Brendan O'Keefe: Australians History Conference Focuses On Panics And Spin
Governments and the media were as complicit today in whipping up widespread public fears as they were in 18th-century England when so-called moral panics surfaced, according to an academic running a conference on the phenomenon.
University of Newcastle historian David Lemmings, one of three organisers of the two-day symposium Moral Panics: The Media and the Law, which opens today, said governments legitimated their authority with measures that set up anxiety about threats to moral and personal security.
Fear of terrorism, raised security consciousness and a premiers' meeting in Canberra yesterday to discuss anti-terrorism laws provided the elements of a modern-day moral panic, associate professor Lemmings said.
"Increasing surveillance laws and keeping people in jail for a period of time without charge; yes, of course I think that they're ratcheting up public anxiety to constitute their legitimate authority," he said.
In 18th-century England, an increasingly self-aware middle class, a burgeoning press and permanent parliamentary sessions were three ingredients in a social broth into which was thrown a liberal measure of violent crime, thus brewing up two moral panics in the 1720s and 1780s.
The middle class of the time came to define itself by comparison with the poor and desperate criminals, of whom they learned from newspapers filled with reports of robberies and assaults.
University of Newcastle historian David Lemmings, one of three organisers of the two-day symposium Moral Panics: The Media and the Law, which opens today, said governments legitimated their authority with measures that set up anxiety about threats to moral and personal security.
Fear of terrorism, raised security consciousness and a premiers' meeting in Canberra yesterday to discuss anti-terrorism laws provided the elements of a modern-day moral panic, associate professor Lemmings said.

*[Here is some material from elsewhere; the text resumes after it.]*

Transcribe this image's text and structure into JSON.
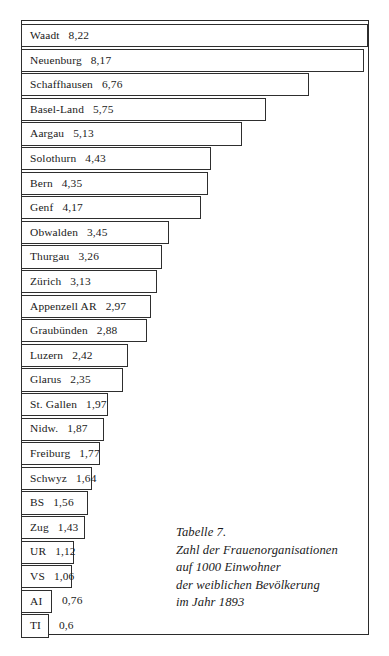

"Increasing surveillance laws and keeping people in jail for a period of time without charge; yes, of course I think that they're ratcheting up public anxiety to constitute their legitimate authority," he said.
In 18th-century England, an increasingly self-aware middle class, a burgeoning press and permanent parliamentary sessions were three ingredients in a social broth into which was thrown a liberal measure of violent crime, thus brewing up two moral panics in the 1720s and 1780s.
The middle class of the time came to define itself by comparison with the poor and desperate criminals, of whom they learned from newspapers filled with reports of robberies and assaults.